By Brad Brooks
(Reuters) – Officers from several U.S. federal agencies searched for alleged members of Venezuelan street gang Tren de Aragua on Wednesday in Aurora, the Colorado city with a large migrant population where President Donald Trump laid out his immigration policies during his campaign.
The Denver field office of U.S. Immigration and Customs Enforcement said on social media that it was partnering with the FBI, Drug Enforcement Agency, Bureau of Alcohol, Tobacco, Firearms and Explosives and U.S. Marshals Service to locate and detain more than 100 members of Tren de Aragua, a Venezuelan gang with prison origins that has expanded throughout the Americas.

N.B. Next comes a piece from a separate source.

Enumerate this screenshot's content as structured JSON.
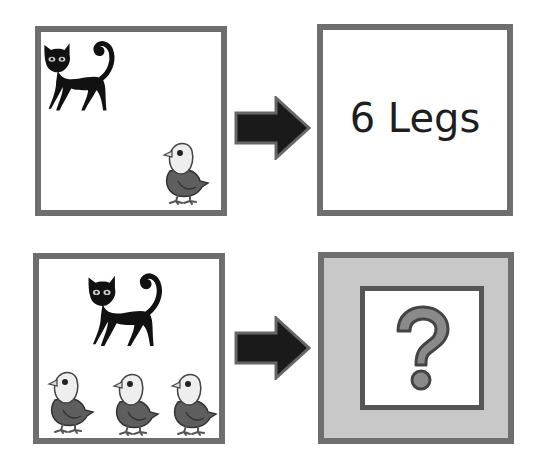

ICE had not said how many arrests it had made by midday.
Some residents say Tren de Aragua has infiltrated Aurora, a city in the Denver suburbs. Local officials have called assertions about Tren de Aragua’s reach and activities in Aurora false and incendiary.
Trump held a rally in Aurora just weeks before the November election in which he laid out his immigration policies and said he would launch a national “Operation Aurora” to target gang members.
Trump, a Republican, issued an array of executive orders to crack down on illegal immigration after taking office last month. Since then, federal officials have highlighted immigration operations across the country as the first step in what Trump has vowed will be mass deportations.
On Wednesday, ICE Acting Director Caleb Vitello, speaking at the site of one of the Aurora operations, said in a video posted on social media that the raids were taking place to target alleged gang members and that “as long as there are bad guys in the streets we’re going to be out here arresting them.”
Denver Mayor Mike Johnston, a Democrat, has spoken out against Trump’s plans for deporting immigrants.
Johnston said in a written statement on Wednesday that his office was aware of the immigration operations, adding “Denver Police and city authorities were not involved in these actions, nor were we given prior notice.”
The Colorado Immigrant Rights Coalition, an advocacy group, wrote on social media that Wednesday’s operations were taking place at apartment complexes and without warrants being shown to residents.
“Families are being prevented from leaving their homes – even to take their children to school,” the group said. “This action, taking place in Aurora, a focal point of Trump’s anti-immigrant rhetoric, is a direct attempt to criminalize immigrant communities.”